A retired Boeing engineer here (tdracer) explained (my very rough summary) that the 757 was designed in and for a different economy (the 1980s). A very expensive aircraft to build and buy (although efficient with relatively low operating costs), in an era with no narrow-body competition from Airbus (yet). Once production ended in 2004, all the jigs and other dedicated production equipment were disposed of. So no economically-rational way to revive it when Boeing needed to compete with the A321neo.

With luck, he will be along to correct my "interpretation" of his words, where needed.

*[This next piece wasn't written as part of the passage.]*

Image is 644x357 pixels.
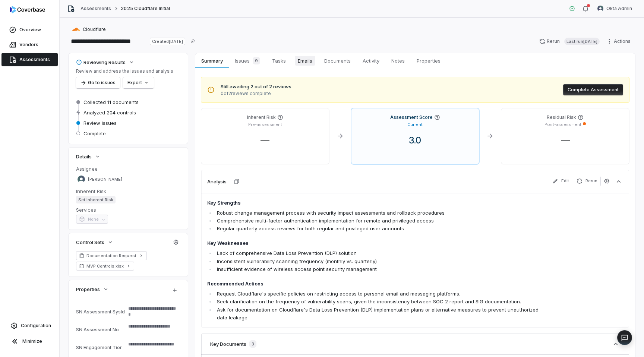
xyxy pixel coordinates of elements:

That's pretty accurate pattern... With the introduction of the 737-900 (Next Generation), it could do nearly everything a 757 could do (except for range), and cost much less to buy. When Boeing made the decision to pull the plug on the 757, orders had dried up and the rate was down to one/month (while production officially ended in 2004, the decision was made in the aftermath of 9/11 - long lead parts mean it takes a couple years to wind down a production line). Since the 757 required a dedicated assembly line, that meant a huge amount of overhead to build one aircraft per month, while the 737 rate was approaching one aircraft per day - spreading that factory overhead cost over a much larger number of aircraft.
The other problem for the 757 was that it had a huge wing - fine for the 180-220 passenger market, but trying to shrink it down for the 150-180 passenger market would have meant carrying far more wing than you needed - more weight, more drag, more costs (that's why 'shrinks' seldom work, while stretches usually do).

In the 2010 time-frame, Boeing was working on a new, clean sheet of paper replacement for the 737 (I had friends that were working it). But Airbus pretty much caught Boeing off-guard when they launched the A320 NEO. A new clean sheet design would have taken years longer to reach the market - then years more to bring the production rate up to the 40-50/month rate that the 737 and A320 series were at. It would have meant conceding nearly the entire single aisle market to Airbus for the better part of 10 year, while the 737 MAX could reach the market shortly after the NEO and the 737 rate was already in the 40-50/month range. With the benefit of 20-20 hindsight and the MAX fiasco, going with an all-new aircraft looks a lot better, but at the time the MAX was launched, it seemed like the best option.